Ruth Beckermann Introduces Her Film "Mutzenbacher"

"Do men speak about sex? And if so, how? Those were the questions on my mind when I started the project."
Notebook

Ruth Beckermann's Mutzenbacher is now showing exclusively on MUBI in most countries starting February 16, 2023, in the series Festival Focus: Berlinale.

Men and sex. Male sexuality. What do men really want? Do men speak about sex? And if so, how? Those were the questions on my mind when I started the Mutzenbacher project. How could I find answers to these questions? Not by speaking to one or two or even ten men, but by starting a kind of field experiment with a random sample of dozens of men engaging in a dialogue about sex.

To achieve this we put out a casting call: “Looking for men between ages 16 and 99 for a documentary about Josefine Mutzenbacher.” 150 men applied!

It was a running gag of my professional career. Whenever we were stuck in the editing room or I didn’t know how to continue shooting I shouted, “Next time I will make a film about Mutzenbacher!” I never thought it would actually happen.

But then the pandemic came and made it happen. With one project in Africa canceled and another being filmed in a school delayed, this project finally came to life, since shooting in one location in Vienna made it easy to have everybody tested and stay safe. Well, at least that’s the practical reason for getting back to that old porn book.

Josefine Mutzenbacher or The Story of a Viennese Whore is one of the most famous pornographic literary pieces and certainly part of Viennese culture. Before the arrival of the Internet, the sexually curious had to search in books for information about the most interesting subjects. So the Mutzenbacher book was kind of educational in this way, and everybody read it.

The excerpts of the old book served as a trigger for men of today to speak about themselves. The experiment worked.

As a child in Vienna, I stumbled upon the story of Josefine Mutzenbacher relatively early. Like many others, I read it as an introduction to the practice of the art of love. You could find pirated editions in your parents’ nightstand, or under the counter at a bookstore, and finally, in the 1970s, as a paperback available everywhere. It fit right into the zeitgeist of the so-called sexual revolution, and yet it wasn’t even that modern.
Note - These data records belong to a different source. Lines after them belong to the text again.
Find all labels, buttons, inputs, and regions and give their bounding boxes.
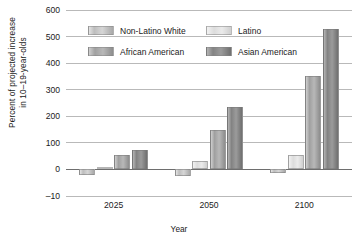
- gridline-400: [66, 63, 352, 64]
- gridline-600: [66, 10, 352, 11]
- legend: Non-Latino White Latino African American…: [88, 20, 316, 62]
- y-tick-label-200: 200: [14, 111, 60, 121]
- y-tick-label-100: 100: [14, 138, 60, 148]
- y-tick-label-300: 300: [14, 85, 60, 95]
- legend-label-3: Asian American: [238, 47, 297, 57]
- legend-swatch-icon-0: [88, 26, 114, 35]
- x-axis-title: Year: [0, 224, 358, 234]
- legend-label-0: Non-Latino White: [120, 26, 186, 36]
- legend-swatch-icon-3: [206, 47, 232, 56]
- bar-2050-non-latino-white: [175, 169, 191, 175]
- bar-2025-latino: [97, 167, 113, 170]
- y-tick-label-500: 500: [14, 32, 60, 42]
- y-axis-title: Percent of projected increase in 10–19-y…: [7, 0, 28, 148]
- legend-swatch-icon-2: [88, 47, 114, 56]
- bar-2100-asian-american: [323, 29, 339, 170]
- bar-2100-latino: [288, 155, 304, 170]
- bar-2025-non-latino-white: [79, 169, 95, 175]
- bar-2025-african-american: [114, 155, 130, 170]
- bar-2050-african-american: [210, 130, 226, 170]
- legend-label-2: African American: [120, 47, 184, 57]
- x-tick-label-2100: 2100: [259, 200, 349, 210]
- y-tick-label-400: 400: [14, 58, 60, 68]
- y-tick-label-600: 600: [14, 5, 60, 15]
- legend-item-3: Asian American: [206, 47, 316, 57]
- legend-item-1: Latino: [206, 26, 316, 36]
- x-tick-label-2050: 2050: [164, 200, 254, 210]
- y-tick-label-0: 0: [14, 164, 60, 174]
- legend-item-0: Non-Latino White: [88, 26, 206, 36]
- bar-2100-african-american: [305, 76, 321, 169]
- legend-item-2: African American: [88, 47, 206, 57]
- x-tick-label-2025: 2025: [69, 200, 159, 210]
- bar-2050-latino: [192, 161, 208, 169]
- bar-2025-asian-american: [132, 150, 148, 170]
- legend-label-1: Latino: [238, 26, 261, 36]
- bar-2050-asian-american: [227, 107, 243, 169]
- bar-chart-figure: Percent of projected increase in 10–19-y…: [0, 0, 358, 243]
- y-tick-label--10: –10: [14, 191, 60, 201]
- legend-swatch-icon-1: [206, 26, 232, 35]
- bar-2100-non-latino-white: [270, 169, 286, 173]
- gridline--10: [66, 196, 352, 197]
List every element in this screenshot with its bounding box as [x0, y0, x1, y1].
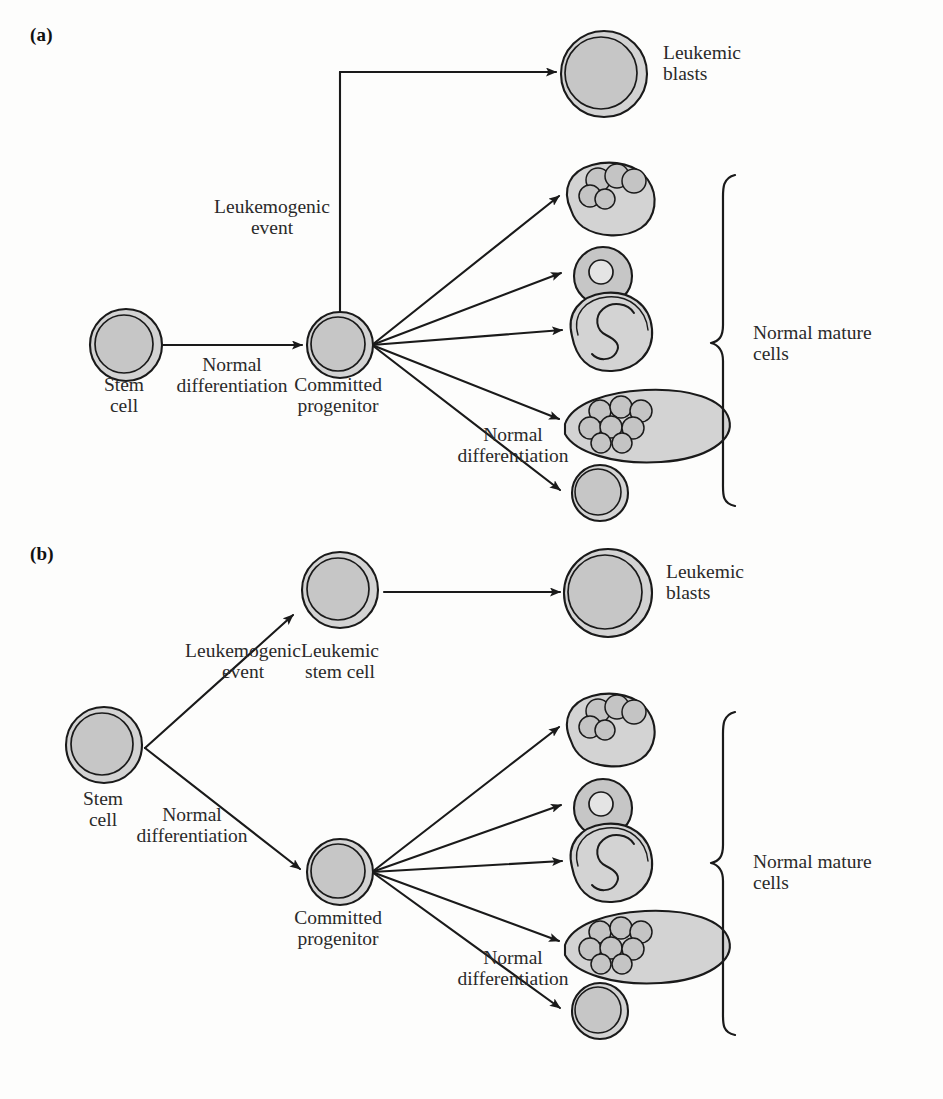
brace-normal-mature-cells-a [711, 175, 735, 506]
cell-leukemic-blast-b [564, 549, 652, 637]
label-leukemic-stem-cell-b: Leukemic stem cell [301, 640, 379, 683]
cell-monocyte-b [571, 824, 653, 902]
label-leukemogenic-event-a: Leukemogenic event [214, 196, 330, 239]
panel-letter-a: (a) [30, 24, 53, 46]
cell-leukemic-blast-a [561, 31, 647, 117]
cell-stem-a [90, 309, 162, 381]
cell-erythrocyte-a [572, 465, 628, 521]
panel-letter-b: (b) [30, 543, 54, 565]
diagram-canvas [0, 0, 943, 1099]
label-stem-cell-a: Stem cell [104, 374, 144, 417]
label-leukemic-blasts-a: Leukemic blasts [663, 42, 741, 85]
label-normal-differentiation-a2: Normal differentiation [457, 424, 568, 467]
label-normal-mature-cells-a: Normal mature cells [753, 322, 872, 365]
cell-committed-progenitor-b [307, 839, 373, 905]
cell-stem-b [66, 707, 142, 783]
label-normal-mature-cells-b: Normal mature cells [753, 851, 872, 894]
brace-normal-mature-cells-b [711, 712, 735, 1035]
label-leukemic-blasts-b: Leukemic blasts [666, 561, 744, 604]
label-committed-progenitor-b: Committed progenitor [294, 907, 382, 950]
cell-granulocyte-b [567, 694, 655, 767]
arrow-leukemogenic-event-a [340, 72, 556, 313]
label-normal-differentiation-a1: Normal differentiation [176, 354, 287, 397]
figure-root: (a) Leukemic blasts Leukemogenic event N… [0, 0, 943, 1099]
cell-granulocyte-a [567, 163, 655, 236]
cell-monocyte-a [571, 293, 653, 371]
label-leukemogenic-event-b: Leukemogenic event [185, 640, 301, 683]
cell-megakaryocyte-b [565, 911, 730, 984]
cell-leukemic-stem-b [302, 552, 378, 628]
label-normal-differentiation-b2: Normal differentiation [457, 947, 568, 990]
cell-erythrocyte-b [572, 983, 628, 1039]
label-normal-differentiation-b1: Normal differentiation [136, 804, 247, 847]
cell-megakaryocyte-a [565, 390, 730, 463]
label-stem-cell-b: Stem cell [83, 788, 123, 831]
label-committed-progenitor-a: Committed progenitor [294, 374, 382, 417]
cell-committed-progenitor-a [307, 312, 373, 378]
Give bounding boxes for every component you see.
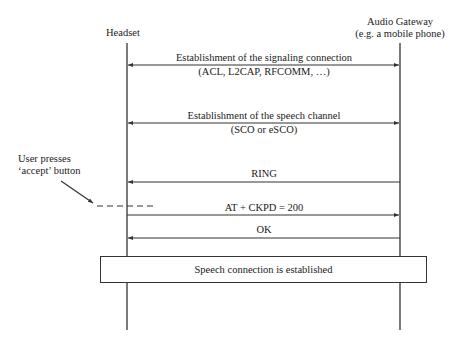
annotation-pointer — [61, 181, 93, 203]
headset-label: Headset — [106, 27, 140, 39]
gateway-label-line1: Audio Gateway — [345, 16, 455, 28]
signaling-label-line2: (ACL, L2CAP, RFCOMM, …) — [128, 66, 400, 78]
speech-channel-label: Establishment of the speech channel (SCO… — [128, 110, 400, 136]
speech-connection-label: Speech connection is established — [195, 264, 333, 275]
user-action-annotation: User presses ‘accept’ button — [18, 153, 80, 177]
ring-label: RING — [128, 168, 400, 180]
speech-connection-box: Speech connection is established — [100, 256, 427, 283]
signaling-label-line1: Establishment of the signaling connectio… — [128, 52, 400, 64]
gateway-label-line2: (e.g. a mobile phone) — [345, 28, 455, 40]
annotation-line2: ‘accept’ button — [18, 165, 80, 177]
speech-channel-label-line1: Establishment of the speech channel — [128, 110, 400, 122]
ckpd-label: AT + CKPD = 200 — [128, 202, 400, 214]
signaling-label: Establishment of the signaling connectio… — [128, 52, 400, 78]
gateway-label: Audio Gateway (e.g. a mobile phone) — [345, 16, 455, 40]
annotation-line1: User presses — [18, 153, 80, 165]
ok-label: OK — [128, 224, 400, 236]
speech-channel-label-line2: (SCO or eSCO) — [128, 124, 400, 136]
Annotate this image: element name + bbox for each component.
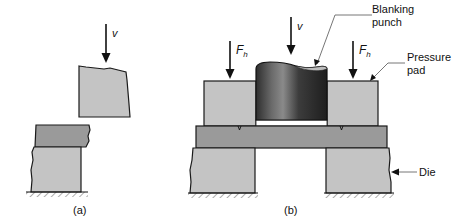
sheet-metal-b — [196, 126, 387, 148]
punch-piece-a — [79, 66, 130, 117]
die-left — [190, 148, 255, 193]
caption-b: (b) — [284, 204, 297, 216]
caption-a: (a) — [73, 204, 86, 216]
svg-text:punch: punch — [372, 16, 402, 28]
velocity-label-a: v — [112, 27, 119, 39]
force-label-left: Fh — [236, 43, 248, 59]
svg-text:Pressure: Pressure — [407, 51, 451, 63]
force-arrow-right — [349, 41, 358, 79]
svg-text:Die: Die — [419, 166, 436, 178]
force-label-right: Fh — [359, 43, 371, 59]
pressure-pad-right — [327, 81, 378, 126]
panel-b: v Fh Fh — [188, 3, 451, 216]
velocity-label-b: v — [297, 20, 304, 32]
velocity-arrow-a — [102, 24, 111, 63]
pressure-pad-left — [204, 81, 256, 126]
callout-die: Die — [391, 166, 436, 178]
punch-gap — [256, 120, 327, 126]
ground-hatch-b — [188, 193, 394, 198]
callout-pressure-pad: Pressure pad — [370, 51, 451, 81]
blanking-diagram: v (a) v Fh Fh — [0, 0, 465, 224]
blanking-punch — [256, 62, 327, 120]
force-arrow-left — [226, 41, 235, 79]
panel-a: v (a) — [26, 24, 130, 216]
svg-text:pad: pad — [407, 64, 425, 76]
sheet-piece-a — [35, 125, 90, 147]
velocity-arrow-b — [287, 17, 296, 55]
ground-hatch-a — [26, 192, 88, 197]
die-right — [326, 148, 391, 193]
die-piece-a — [31, 147, 81, 192]
svg-text:Blanking: Blanking — [372, 3, 414, 15]
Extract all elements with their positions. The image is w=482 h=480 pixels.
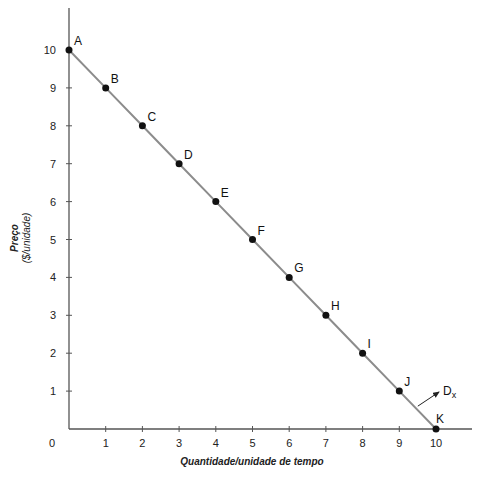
dx-label: Dx <box>443 384 457 400</box>
dx-arrow <box>418 392 439 406</box>
point-label-j: J <box>404 375 410 389</box>
data-point-h <box>322 312 329 319</box>
x-tick-label: 9 <box>396 437 402 449</box>
y-tick-label: 4 <box>50 271 56 283</box>
data-point-i <box>359 350 366 357</box>
y-tick-label: 10 <box>44 44 56 56</box>
x-tick-label: 10 <box>430 437 442 449</box>
point-label-k: K <box>436 412 444 426</box>
y-tick-label: 8 <box>50 120 56 132</box>
point-label-b: B <box>111 72 119 86</box>
data-point-c <box>139 122 146 129</box>
x-axis-title: Quantidade/unidade de tempo <box>180 456 323 467</box>
y-tick-label: 3 <box>50 309 56 321</box>
point-label-f: F <box>258 224 265 238</box>
y-tick-label: 7 <box>50 158 56 170</box>
y-ticks: 12345678910 <box>44 44 72 397</box>
point-label-h: H <box>331 299 340 313</box>
y-axis-title-main: Preço <box>9 224 20 252</box>
point-label-d: D <box>184 148 193 162</box>
x-tick-label: 6 <box>286 437 292 449</box>
x-tick-label: 2 <box>139 437 145 449</box>
data-point-f <box>249 236 256 243</box>
y-axis-title-unit: ($/unidade) <box>21 213 32 264</box>
dx-annotation: Dx <box>418 384 457 406</box>
data-point-j <box>396 388 403 395</box>
x-tick-label: 7 <box>323 437 329 449</box>
y-tick-label: 1 <box>50 385 56 397</box>
y-tick-label: 9 <box>50 82 56 94</box>
data-points: ABCDEFGHIJK <box>66 34 445 433</box>
origin-label: 0 <box>49 437 55 449</box>
y-tick-label: 6 <box>50 196 56 208</box>
data-point-b <box>102 84 109 91</box>
y-tick-label: 5 <box>50 234 56 246</box>
y-tick-label: 2 <box>50 347 56 359</box>
point-label-i: I <box>368 337 371 351</box>
data-point-k <box>433 426 440 433</box>
x-tick-label: 8 <box>360 437 366 449</box>
data-point-d <box>176 160 183 167</box>
data-point-e <box>212 198 219 205</box>
x-tick-label: 4 <box>213 437 219 449</box>
data-point-g <box>286 274 293 281</box>
point-label-a: A <box>74 34 82 48</box>
x-tick-label: 5 <box>249 437 255 449</box>
y-axis-title: Preço ($/unidade) <box>9 213 32 264</box>
x-tick-label: 3 <box>176 437 182 449</box>
demand-chart: 12345678910 12345678910 0 ABCDEFGHIJK Dx… <box>0 0 482 480</box>
x-tick-label: 1 <box>103 437 109 449</box>
point-label-c: C <box>147 110 156 124</box>
point-label-e: E <box>221 186 229 200</box>
data-point-a <box>66 47 73 54</box>
point-label-g: G <box>294 261 303 275</box>
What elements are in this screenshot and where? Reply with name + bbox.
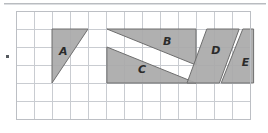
shape-label-d: D [211,44,220,57]
shape-label-a: A [58,45,68,58]
shape-label-e: E [242,56,250,69]
shape-label-c: C [138,63,146,76]
shape-label-b: B [163,35,171,48]
grid-figure-svg: ABCDE [0,0,268,133]
figure-root: ABCDE [0,0,268,133]
shaded-shapes [52,29,254,83]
After all, the novel’s protagonist, a 50-year-old woman, recalls her childhood and youth toward the end of the 19th century. She tells of cramped living conditions in the Vienna suburbs, and of craftsmen and workers. Above all, it was her language, her Viennese peppered with countless expressions in dialect for sexual organs, indeed for the whole of sexuality itself, that were hardly in use anymore among my generation. And yet, in the Vienna of the 1960s, you could still feel the atmosphere of the novel in the jostle around the communal water tap, or in the unwanted intimacy of the other tenants in the apartment blocks, where the toilets were in the hallway. I especially remember the heat and confinement of the trams that in the summer brought us to the Old Danube, but also the freedom that we children had, while our parents busied themselves with reconstructing and achieving prosperity. And of course, all those expressions that you picked up here and there weren’t inhibited by any sense of shame or correctness.

Today, sex is in all media. At the same time, sex isn’t an issue. How can this be? From where does the Western world’s way of dealing with sex originate? In the 1970s, the French philosopher Michel Foucault examined the West’s relationship to sexuality and came to the conclusion “that what is peculiar to modern societies is not that they confined sex to a shadow existence, but that they dedicated themselves to speaking of it ad infinitum, while exploiting it as the secret.” The secret to be confessed in the confessional box, admitted before the policeman, and shared in confidence with the doctor. The priest, the pope, the judge, the physician, and the media. With this film, I have tried, among other things, to break up—for a moment—this hegemony.